Tuesday, June 7, 2016

#407 The Two Davises and the Rug- Lydia Davis


#407 The Two Davises and the Rug- Lydia Davis

This collection by Davis, can’t and won’t, is a different kind of short fiction collection than any of the others so far. Most of the “stories” are simple, one phrase, one sentence, one paragraph pieces, some listed as dreams. I probably wont use many of them here, unless I find one or two that are exceptional. Perhaps, I’ll use a few in one post.

This piece isn’t one of the dreams, but it is rather short. Two Davises, a man and a woman live in the same town, one a man, and one a woman. They are not related and do not know each other, until one day the female Davis decides to sell her rug. It’s a bold colored rug from he son’s room. They both have the same feelings for the rug, they are strongly ambivalent. They like it, then aren’t sure. Being very strong opinioned people, it is odd that they can be so unsure of they feelings about something so trivial.

I started stressing out over the indecision myself.



Monday, June 6, 2016

#406 Report from the Trenches- Lucia Perillo


#406 Report from the Trenches- Lucia Perillo

We all have our demons, and our bad decisions. Some of us are lucky to see a sign, or get some help that gets us past them.

Jimmy has cheated on her again, and she flips out. She breaks her good set of dishes and drives Jimmy away with a curtain rod. Jill comes in to help calm her down. "Don’t clean this up", she advises, "sometimes you have to wallow in it to remind you how bad it can get."

She doesn’t need to be reminded, she wants to hear about Jill’s bad decisions which sound so much more romantic and wild than just having a philandering husband. Maybe Jill’s bad decisions are just the sign she needs to get past her own.



Sunday, June 5, 2016

#405 Ordinary Sins- Kirsten Valdez Quade


#405 Ordinary Sins- Kirsten Valdez Quade

Crystal works in the parish office. She took the job to pay some bills, and never intended to stay long. But now she is single, and pregnant, and her needs run further than money.

Father Paul is a beloved Priest, seemingly perfect and without sin, minus the former addiction with alcohol. But being sober for the last twenty-eight years, even that seems like a virtue. The New priest assigned to the Parish, Father Leon is traditional, cold, and judgmental.

The sins of the past, and present haunt each one in this story. Where there seems to be the strongest support, may lay the largest weakness.

Notable Passage: “Impressive how efficiently her subconscious tallied, dismantled, and blended together her sins, molding them all into a tidy and disturbing little narrative as persistent and irksome as pine sap.”


Saturday, June 4, 2016

#404 The North London Book of the Dead- Will Self


#404 The North London Book of the Dead- Will Self

The first few pages feel like a sad, touching story about a son losing his mother to cancer, and perhaps that is what the whole story is, but then it takes a sharp left turn. It turns out that when you die in London you don’t really go anywhere.

“When you die, you move to another part of London.”

“The dead community are self-administering and there are dead people in most of the major enterprises, organizations and institutions. There are some autonomous services for dead people, but on the whole dead services operate alongside live ones. Most dead people have jobs, some work for live companies. Mother for example, was working for a live publishing company.”

Either a work of pure fantasy, or a man unwilling to let go of a loved one. Either way, this is a pretty typical style and quirkiness of Will Self.

Word of the Day: Eschatology- a branch of theology concerned with the final events in the history of the world or of humankind



#403 Couple of Lovers on Red Background- Rebecca Makkai


#403 Couple of Lovers on Red Background- Rebecca Makkai

She is going through a loss, grief or just a mental crisis, but the narrator is having a delusion, quite a great delusion in fact. She believes that Johan Sebastian Bach has come back to live, came out of her piano and is now living in her apartment.

It’s a charming story, the narrator goes through all the mind experiments you would expect to make the story work. What CD’s would Back listen to? You should probably turn off the TV, that much of a technology and cultural leap would shock him back to death.

Whether this is just a dream she was having after hitting her head, or a mental coping mechanism to get over a tough break-up, the metaphor of her literally living with the music she loves is a strong one.



Friday, June 3, 2016

#402 White Christmas- Sandip Roy


#402 White Christmas- Sandip Roy

It was Christmas, and this was Amit’s first year away from Calcutta, from home. He was in Binghamton, NY going to school, and couldn’t afford the trip back. He learned a lot this year, mostly about the differences in culture, His school mentor, Satsih, a PhD student gave him advice. “…he was Amit’s authority on all things American, like health insurance, bars, and race.”

It was race that confused him the most, the importance of it, the stereoptypes used by both Satish and his mother. He found that he had his own attractions to race as well. On this Christmas he went looking for something to eat and found himself in a bar alone for the first time. It would be a night of firsts.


* **Goal of the exercise**
Print every record below exactly as it stands.

* **Records**

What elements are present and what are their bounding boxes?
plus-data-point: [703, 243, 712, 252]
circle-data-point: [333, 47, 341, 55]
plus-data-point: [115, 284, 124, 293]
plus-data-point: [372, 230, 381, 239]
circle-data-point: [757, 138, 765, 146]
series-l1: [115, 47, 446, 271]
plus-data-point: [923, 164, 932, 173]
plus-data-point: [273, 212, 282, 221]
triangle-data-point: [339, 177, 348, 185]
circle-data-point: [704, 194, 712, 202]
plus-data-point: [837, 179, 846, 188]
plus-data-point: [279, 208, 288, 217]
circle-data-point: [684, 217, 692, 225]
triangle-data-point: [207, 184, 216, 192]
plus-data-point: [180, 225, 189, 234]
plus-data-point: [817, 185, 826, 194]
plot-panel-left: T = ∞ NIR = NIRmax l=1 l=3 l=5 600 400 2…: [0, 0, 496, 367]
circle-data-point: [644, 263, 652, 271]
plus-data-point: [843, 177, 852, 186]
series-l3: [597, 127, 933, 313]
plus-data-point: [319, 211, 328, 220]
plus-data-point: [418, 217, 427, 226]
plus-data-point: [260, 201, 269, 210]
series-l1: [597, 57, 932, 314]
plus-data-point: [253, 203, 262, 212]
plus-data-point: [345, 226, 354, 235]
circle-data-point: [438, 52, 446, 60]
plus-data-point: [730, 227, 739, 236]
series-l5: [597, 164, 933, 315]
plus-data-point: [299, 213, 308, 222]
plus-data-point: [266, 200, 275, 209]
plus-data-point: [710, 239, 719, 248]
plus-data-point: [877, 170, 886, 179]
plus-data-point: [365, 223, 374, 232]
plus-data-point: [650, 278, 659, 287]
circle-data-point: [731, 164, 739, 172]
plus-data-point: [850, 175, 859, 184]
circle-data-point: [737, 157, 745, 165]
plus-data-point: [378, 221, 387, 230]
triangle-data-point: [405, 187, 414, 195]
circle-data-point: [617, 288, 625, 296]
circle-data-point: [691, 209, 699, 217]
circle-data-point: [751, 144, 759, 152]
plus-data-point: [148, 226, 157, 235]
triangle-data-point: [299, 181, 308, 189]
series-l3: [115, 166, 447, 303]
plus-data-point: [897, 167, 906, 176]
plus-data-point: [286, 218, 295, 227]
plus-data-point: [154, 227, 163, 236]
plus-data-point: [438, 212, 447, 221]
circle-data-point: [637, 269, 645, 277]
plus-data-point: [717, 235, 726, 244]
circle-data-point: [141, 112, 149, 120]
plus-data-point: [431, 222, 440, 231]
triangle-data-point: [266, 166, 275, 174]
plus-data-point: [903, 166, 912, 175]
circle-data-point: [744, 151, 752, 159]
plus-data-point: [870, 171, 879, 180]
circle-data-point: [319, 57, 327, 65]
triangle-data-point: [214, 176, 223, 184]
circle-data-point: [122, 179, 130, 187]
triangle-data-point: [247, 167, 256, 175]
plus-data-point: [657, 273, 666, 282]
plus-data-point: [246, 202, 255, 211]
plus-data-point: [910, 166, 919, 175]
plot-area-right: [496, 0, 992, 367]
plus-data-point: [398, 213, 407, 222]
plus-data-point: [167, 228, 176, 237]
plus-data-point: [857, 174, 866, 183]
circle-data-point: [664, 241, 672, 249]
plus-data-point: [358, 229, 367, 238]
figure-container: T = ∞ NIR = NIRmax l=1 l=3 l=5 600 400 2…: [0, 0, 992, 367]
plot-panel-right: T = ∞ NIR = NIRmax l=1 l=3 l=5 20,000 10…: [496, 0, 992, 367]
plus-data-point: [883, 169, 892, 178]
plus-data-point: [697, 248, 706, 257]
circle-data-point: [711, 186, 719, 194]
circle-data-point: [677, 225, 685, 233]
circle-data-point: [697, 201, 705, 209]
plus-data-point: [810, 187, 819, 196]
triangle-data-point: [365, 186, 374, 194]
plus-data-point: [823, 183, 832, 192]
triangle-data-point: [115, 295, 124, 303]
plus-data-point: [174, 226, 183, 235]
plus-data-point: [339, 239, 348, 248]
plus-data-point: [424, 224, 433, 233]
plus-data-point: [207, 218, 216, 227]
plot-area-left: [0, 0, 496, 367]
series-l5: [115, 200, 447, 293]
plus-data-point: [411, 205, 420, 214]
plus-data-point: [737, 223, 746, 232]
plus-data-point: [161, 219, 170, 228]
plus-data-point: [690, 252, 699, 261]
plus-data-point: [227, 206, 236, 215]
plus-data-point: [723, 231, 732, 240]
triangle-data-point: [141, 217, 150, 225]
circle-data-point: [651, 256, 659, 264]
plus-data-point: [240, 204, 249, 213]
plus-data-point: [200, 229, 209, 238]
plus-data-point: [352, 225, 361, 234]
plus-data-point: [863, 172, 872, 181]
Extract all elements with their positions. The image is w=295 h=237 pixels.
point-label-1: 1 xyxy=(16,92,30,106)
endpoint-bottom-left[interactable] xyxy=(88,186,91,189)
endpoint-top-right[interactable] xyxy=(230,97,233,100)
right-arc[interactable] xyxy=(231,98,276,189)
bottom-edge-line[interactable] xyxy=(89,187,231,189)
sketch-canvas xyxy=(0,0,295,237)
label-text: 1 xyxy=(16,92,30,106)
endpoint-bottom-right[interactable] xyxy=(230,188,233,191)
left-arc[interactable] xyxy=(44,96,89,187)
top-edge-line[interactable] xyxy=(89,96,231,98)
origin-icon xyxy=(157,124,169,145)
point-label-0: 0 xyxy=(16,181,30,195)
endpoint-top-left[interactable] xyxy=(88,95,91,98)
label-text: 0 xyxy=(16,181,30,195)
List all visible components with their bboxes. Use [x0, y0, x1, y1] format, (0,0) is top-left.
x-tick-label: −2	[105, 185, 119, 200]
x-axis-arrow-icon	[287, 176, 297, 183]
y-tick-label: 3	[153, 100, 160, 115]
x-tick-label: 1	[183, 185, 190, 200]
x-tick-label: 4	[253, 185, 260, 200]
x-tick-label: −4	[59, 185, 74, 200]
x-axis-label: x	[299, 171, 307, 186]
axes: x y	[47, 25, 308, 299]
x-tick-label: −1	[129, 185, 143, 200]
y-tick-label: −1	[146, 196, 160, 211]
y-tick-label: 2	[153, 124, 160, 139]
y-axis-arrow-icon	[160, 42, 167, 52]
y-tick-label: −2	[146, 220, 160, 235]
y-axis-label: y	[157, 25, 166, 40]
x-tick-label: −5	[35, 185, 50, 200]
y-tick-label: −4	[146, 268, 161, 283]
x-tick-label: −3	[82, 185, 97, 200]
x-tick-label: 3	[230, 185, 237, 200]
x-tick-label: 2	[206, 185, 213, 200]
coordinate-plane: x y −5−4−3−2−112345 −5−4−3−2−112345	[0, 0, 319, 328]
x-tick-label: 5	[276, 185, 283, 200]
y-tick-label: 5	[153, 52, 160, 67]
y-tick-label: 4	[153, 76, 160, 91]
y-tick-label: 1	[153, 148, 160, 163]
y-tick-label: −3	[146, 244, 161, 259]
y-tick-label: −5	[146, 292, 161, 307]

* **Exercise response**
What elements are present and what are their bounding boxes?
plus-data-point: [703, 243, 712, 252]
circle-data-point: [333, 47, 341, 55]
plus-data-point: [115, 284, 124, 293]
plus-data-point: [372, 230, 381, 239]
circle-data-point: [757, 138, 765, 146]
series-l1: [115, 47, 446, 271]
plus-data-point: [923, 164, 932, 173]
plus-data-point: [273, 212, 282, 221]
triangle-data-point: [339, 177, 348, 185]
circle-data-point: [704, 194, 712, 202]
plus-data-point: [837, 179, 846, 188]
plus-data-point: [279, 208, 288, 217]
circle-data-point: [684, 217, 692, 225]
triangle-data-point: [207, 184, 216, 192]
plus-data-point: [180, 225, 189, 234]
plus-data-point: [817, 185, 826, 194]
plot-panel-left: T = ∞ NIR = NIRmax l=1 l=3 l=5 600 400 2…: [0, 0, 496, 367]
circle-data-point: [644, 263, 652, 271]
plus-data-point: [843, 177, 852, 186]
series-l3: [597, 127, 933, 313]
plus-data-point: [319, 211, 328, 220]
plus-data-point: [418, 217, 427, 226]
plus-data-point: [260, 201, 269, 210]
series-l1: [597, 57, 932, 314]
plus-data-point: [253, 203, 262, 212]
plus-data-point: [345, 226, 354, 235]
circle-data-point: [438, 52, 446, 60]
plus-data-point: [730, 227, 739, 236]
series-l5: [597, 164, 933, 315]
plus-data-point: [299, 213, 308, 222]
plus-data-point: [266, 200, 275, 209]
plus-data-point: [710, 239, 719, 248]
plus-data-point: [877, 170, 886, 179]
plus-data-point: [365, 223, 374, 232]
plus-data-point: [650, 278, 659, 287]
circle-data-point: [731, 164, 739, 172]
plus-data-point: [850, 175, 859, 184]
circle-data-point: [737, 157, 745, 165]
plus-data-point: [378, 221, 387, 230]
triangle-data-point: [405, 187, 414, 195]
circle-data-point: [617, 288, 625, 296]
circle-data-point: [691, 209, 699, 217]
circle-data-point: [751, 144, 759, 152]
plus-data-point: [148, 226, 157, 235]
triangle-data-point: [299, 181, 308, 189]
series-l3: [115, 166, 447, 303]
plus-data-point: [897, 167, 906, 176]
plus-data-point: [286, 218, 295, 227]
plus-data-point: [154, 227, 163, 236]
plus-data-point: [438, 212, 447, 221]
circle-data-point: [637, 269, 645, 277]
plus-data-point: [717, 235, 726, 244]
circle-data-point: [141, 112, 149, 120]
plus-data-point: [431, 222, 440, 231]
triangle-data-point: [266, 166, 275, 174]
plus-data-point: [903, 166, 912, 175]
circle-data-point: [744, 151, 752, 159]
plus-data-point: [870, 171, 879, 180]
circle-data-point: [319, 57, 327, 65]
triangle-data-point: [214, 176, 223, 184]
circle-data-point: [122, 179, 130, 187]
triangle-data-point: [247, 167, 256, 175]
plus-data-point: [657, 273, 666, 282]
plus-data-point: [246, 202, 255, 211]
plus-data-point: [910, 166, 919, 175]
plot-area-right: [496, 0, 992, 367]
plus-data-point: [398, 213, 407, 222]
plus-data-point: [167, 228, 176, 237]
plus-data-point: [857, 174, 866, 183]
circle-data-point: [664, 241, 672, 249]
plus-data-point: [358, 229, 367, 238]
figure-container: T = ∞ NIR = NIRmax l=1 l=3 l=5 600 400 2…: [0, 0, 992, 367]
plot-panel-right: T = ∞ NIR = NIRmax l=1 l=3 l=5 20,000 10…: [496, 0, 992, 367]
plus-data-point: [883, 169, 892, 178]
plus-data-point: [697, 248, 706, 257]
circle-data-point: [711, 186, 719, 194]
circle-data-point: [677, 225, 685, 233]
circle-data-point: [697, 201, 705, 209]
plus-data-point: [810, 187, 819, 196]
triangle-data-point: [365, 186, 374, 194]
plus-data-point: [823, 183, 832, 192]
triangle-data-point: [115, 295, 124, 303]
plus-data-point: [174, 226, 183, 235]
plus-data-point: [339, 239, 348, 248]
plus-data-point: [424, 224, 433, 233]
plus-data-point: [207, 218, 216, 227]
plot-area-left: [0, 0, 496, 367]
series-l5: [115, 200, 447, 293]
plus-data-point: [411, 205, 420, 214]
plus-data-point: [737, 223, 746, 232]
plus-data-point: [161, 219, 170, 228]
plus-data-point: [690, 252, 699, 261]
plus-data-point: [227, 206, 236, 215]
plus-data-point: [723, 231, 732, 240]
triangle-data-point: [141, 217, 150, 225]
circle-data-point: [651, 256, 659, 264]
plus-data-point: [240, 204, 249, 213]
plus-data-point: [200, 229, 209, 238]
plus-data-point: [352, 225, 361, 234]
plus-data-point: [863, 172, 872, 181]
Extract all elements with their positions. The image is w=295 h=237 pixels.
point-label-1: 1 xyxy=(16,92,30,106)
endpoint-bottom-left[interactable] xyxy=(88,186,91,189)
endpoint-top-right[interactable] xyxy=(230,97,233,100)
right-arc[interactable] xyxy=(231,98,276,189)
bottom-edge-line[interactable] xyxy=(89,187,231,189)
sketch-canvas xyxy=(0,0,295,237)
label-text: 1 xyxy=(16,92,30,106)
endpoint-bottom-right[interactable] xyxy=(230,188,233,191)
left-arc[interactable] xyxy=(44,96,89,187)
top-edge-line[interactable] xyxy=(89,96,231,98)
origin-icon xyxy=(157,124,169,145)
point-label-0: 0 xyxy=(16,181,30,195)
endpoint-top-left[interactable] xyxy=(88,95,91,98)
label-text: 0 xyxy=(16,181,30,195)
List all visible components with their bboxes. Use [x0, y0, x1, y1] format, (0,0) is top-left.
x-tick-label: −2	[105, 185, 119, 200]
x-axis-arrow-icon	[287, 176, 297, 183]
y-tick-label: 3	[153, 100, 160, 115]
x-tick-label: 1	[183, 185, 190, 200]
x-tick-label: 4	[253, 185, 260, 200]
x-tick-label: −4	[59, 185, 74, 200]
x-axis-label: x	[299, 171, 307, 186]
axes: x y	[47, 25, 308, 299]
x-tick-label: −1	[129, 185, 143, 200]
y-tick-label: −1	[146, 196, 160, 211]
y-tick-label: 2	[153, 124, 160, 139]
y-axis-arrow-icon	[160, 42, 167, 52]
y-tick-label: −2	[146, 220, 160, 235]
y-axis-label: y	[157, 25, 166, 40]
x-tick-label: −5	[35, 185, 50, 200]
y-tick-label: −4	[146, 268, 161, 283]
x-tick-label: −3	[82, 185, 97, 200]
x-tick-label: 3	[230, 185, 237, 200]
x-tick-label: 2	[206, 185, 213, 200]
coordinate-plane: x y −5−4−3−2−112345 −5−4−3−2−112345	[0, 0, 319, 328]
x-tick-label: 5	[276, 185, 283, 200]
y-tick-label: 5	[153, 52, 160, 67]
y-tick-label: 4	[153, 76, 160, 91]
y-tick-label: 1	[153, 148, 160, 163]
y-tick-label: −3	[146, 244, 161, 259]
y-tick-label: −5	[146, 292, 161, 307]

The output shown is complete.